On December 5, the American Internet service company Cloudflare reported a system failure, causing millions of websites to stop working globally, including some service websites familiar to Internet users such as Canva and QuillBot.
According to techgenyz, this is the second time in less than a month that Cloudflare, the web performance and security company that silently connects network users and millions of websites, has encountered this serious problem.
This once again reminds everyone of the dependence on a few infrastructure providers.
Trading platforms in India were the worst affected in this incident. According to Moneycontrol, popular trading platforms such as Zerodha, Angel One and Groww were among the services disrupted.
The outage occurred at a time when trading was at its busiest. And even a few minutes of Cloudflare downtime could lead to missed trades, slippage, or other unintended risks.

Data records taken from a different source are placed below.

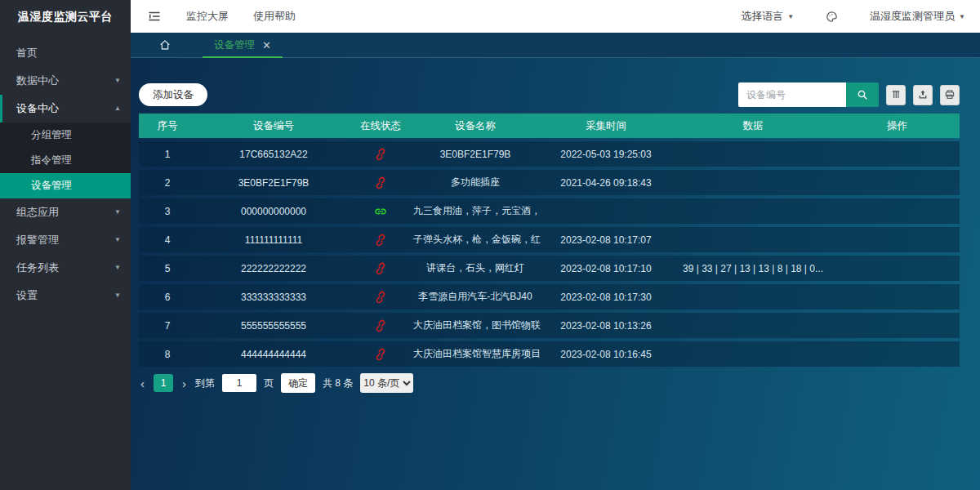 Image resolution: width=980 pixels, height=490 pixels. I want to click on sidebar-item-command-management: 指令管理, so click(65, 160).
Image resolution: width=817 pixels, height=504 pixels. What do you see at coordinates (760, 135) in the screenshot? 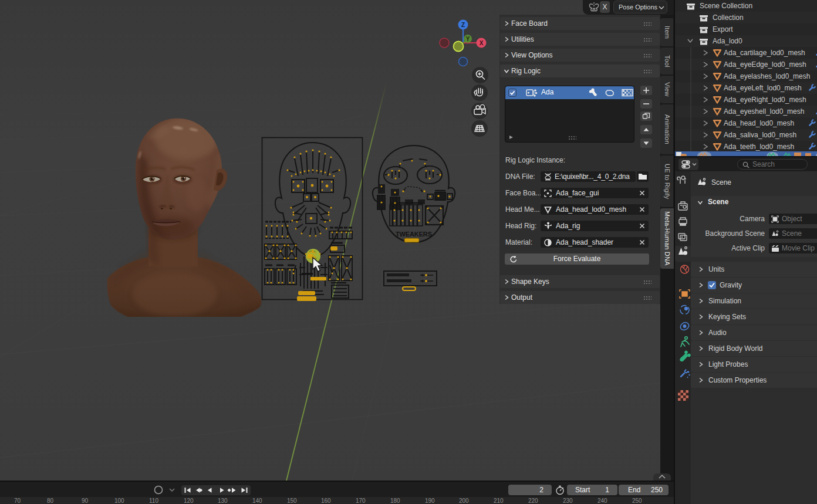
I see `svg-text: Ada_saliva_lod0_mesh` at bounding box center [760, 135].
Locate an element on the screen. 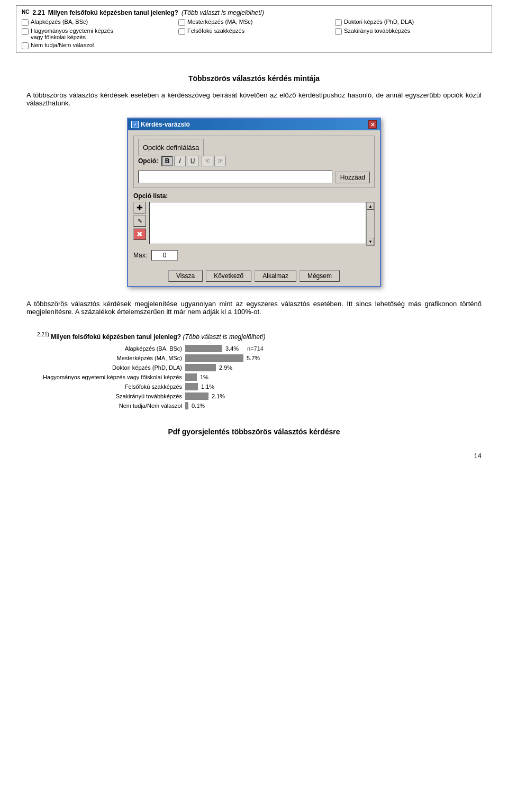 Image resolution: width=508 pixels, height=812 pixels. checkbox-mesterkepzes: Mesterképzés (MA, MSc) is located at coordinates (254, 22).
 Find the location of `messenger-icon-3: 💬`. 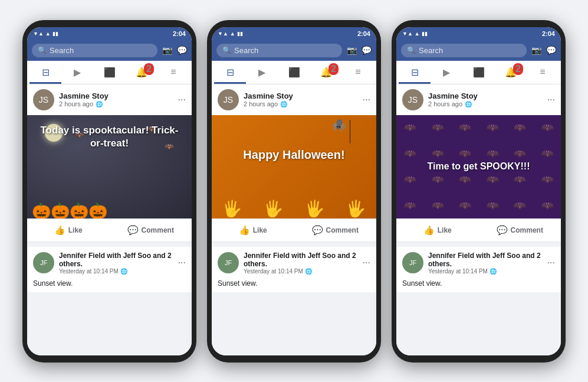

messenger-icon-3: 💬 is located at coordinates (551, 50).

Social media quickly became flooded with screenshots of error pages and angry posts from traders unable to process orders. And even as most platforms restored core functionality as Cloudflare rolled out fixes, many brokers continued to anxiously monitor “remaining issues,” wary of recurring glitches mid-session.
“A large part of the internet” suddenly stopped working
The problem wasn't limited to transactional apps. Globally, many consumer tools were affected by the Cloudflare outage. Multiple sources said that when Cloudflare's network went down, services like Canva, QuillBot, and even the downtime monitoring tool Downdetector were affected.
Ironically, people turned to Downdetector to check for problems, but it turned out the site was down too. In the UK and elsewhere, news articles described the outage as a "huge chunk of the internet" briefly going down, with everything from creative tools to media services crashing at the same time.

Performance repeats after November crash
What makes this Cloudflare outage particularly worrying is that it comes on the heels of Cloudflare’s November 18, 2025 outage, which caused major platforms like X (Twitter), ChatGPT, Spotify, Canva… to go down for hours.
In its November incident report, Cloudflare traced the issue to a communication error in its Bot Management system and a database configuration change that propagated across its global network.
While the full technical cause of the December 5 Cloudflare outage has yet to be released, the pattern is clear: when one layer at a company like Cloudflare goes awry, the impact can be planet-wide.
Why does one company failure cause so much damage?
Cloudflare sits at the crucial “middle layer” of the internet—handling tasks like DNS resolution, caching, traffic routing, and security filtering for millions of websites and applications.
Because so many services route traffic through Cloudflare, the outages wouldn't just affect a handful of sites — they'd impact banks, trading apps, news sites, SaaS tools, AI platforms, and hobby blogs all at once.
To the average user, it feels like "the entire Internet is down," even though the underlying root servers may be working perfectly fine.
The incident also serves as another reminder that the internet is a tangle of dependencies, with companies like Cloudflare serving as its main pillars. And when one of those pillars falters, everyone is affected, from designers in London working on a Canva project to daycare agencies in Mumbai.
Ultimately, this outage will push the entire ecosystem toward a more resilient and distributed internet infrastructure./.